Apple do not detail the exact algorithm they use to generate this score. There’s a very good reason for that, if they did then bad guys could easily fake ‘good’ behaviour and utterly defeat the whole purpose of the feature. While they don’t tell us everything that goes into the algorithm, let alone how all that information does get translated into the final score, they do tell us that the data used includes information about calls and emails. Apple stress that all calculation is done on-device, and only the final numeric score is ever sent to Apple. That score cannot be reverse-engineered to reveal call or email information, and is only kept for a short time.

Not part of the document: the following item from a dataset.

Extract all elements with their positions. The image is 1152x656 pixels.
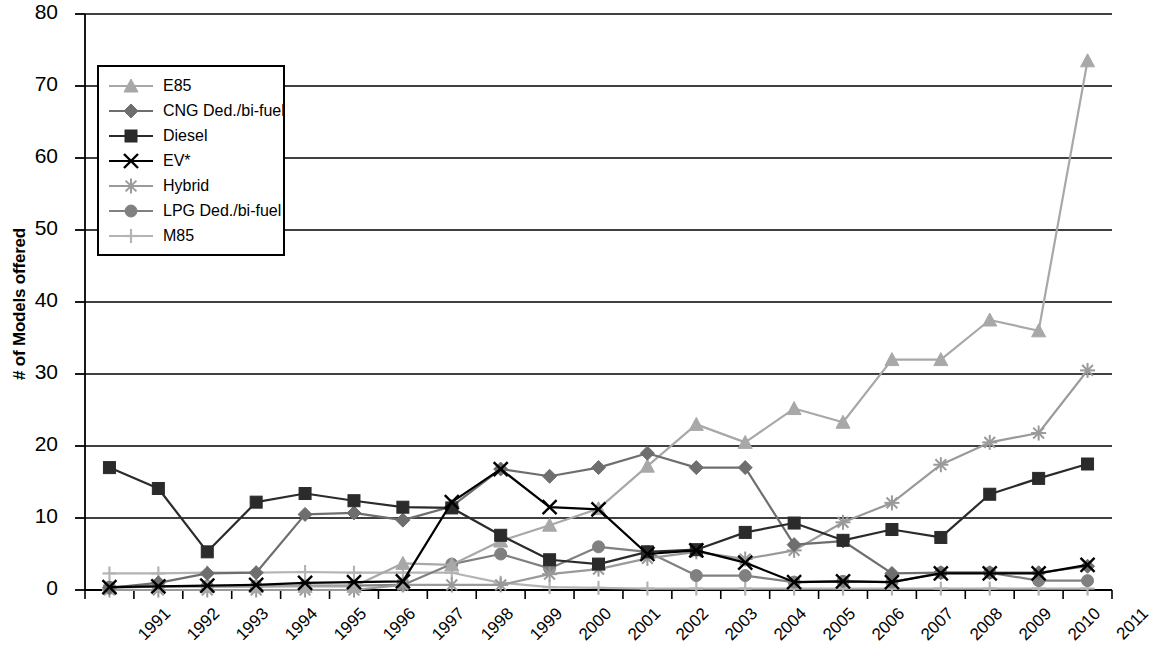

This seems eminently sensible to me, and it seems to me that Apple have done this right — do it on the device, and only upload the final answer to the cloud. I think it’s significant that Apple were completely up-front about this, and laid out what they are trying to achieve, and what data they are using. We know about this because Apple told us, not because someone caught them doing something in secret, and I think that matters a lot in how I feel about it.

Links

Notable Security Updates

Notable News

  • 🇺🇸 It is now free to freeze and un-freeze your credit file in all states in the US — krebsonsecurity.com/…
  • 🇪🇺 The EU Parliament has approved a somewhat amended version of the controversial new EU-wide copyright act. At issue are articles 11 and 13 which require a so-called link tax, and upload filterswww.theverge.com/…
  • 🇺🇸 New US defence policies allow the US military to defend forward and launch pre-emptive cyber attacks. (Editorial by Bart This is some impressive, in all the wrong ways, Orwellian newspeak!) — nakedsecurity.sophos.com/…
  • Security researchers are warning of a subtle URL re-writing bug in Safari. TL;DR – don’t enter any information into a page of the loading bar has not completed, or if there is no padlock — nakedsecurity.sophos.com/…
  • Unrelated to the above bug, another Safari bug has been found that allows some maliciously crafted HTML+CSS to crash iPhones & Macs — www.macobserver.com/…
  • Google has added a built-in password generator and manager to Chrome — nakedsecurity.sophos.com/…
  • Belgian security researchers have found a significant vulnerability in Tesla Key-fobs — nakedsecurity.sophos.com/…
  • 🇺🇸 Four major US cell carriers (AT&T, Verizon, T-Mobile & Sprint) have gotten together and announced their plans to build an online identity system which they are calling Project Verify. Users will be able to use project verify either as an alternative to passwords, or as a second factor, on sites that choose to implement the technology — krebsonsecurity.com/… & nakedsecurity.sophos.com/…
  • 🇺🇸 The CA state senate has passed a bill which makes a start at regulating the security of IoT devices. The bill is now awaiting the governor’s signature or veto — nakedsecurity.sophos.com/…
  • Owners of WesternDigital MyCloud NAS drives beware, security researcher reveal that the company has failed to patch a serious vulnerability in these drives for over a year — nakedsecurity.sophos.com/…

Suggested Reading

2 thoughts on “Security Bits – Cold Boot Attack, Apple’s Anti-Fraud Trust Score, EU Copyright Act Amendments

  1. Tim McCoy - September 24, 2018

    You never told that last joke/cartoon.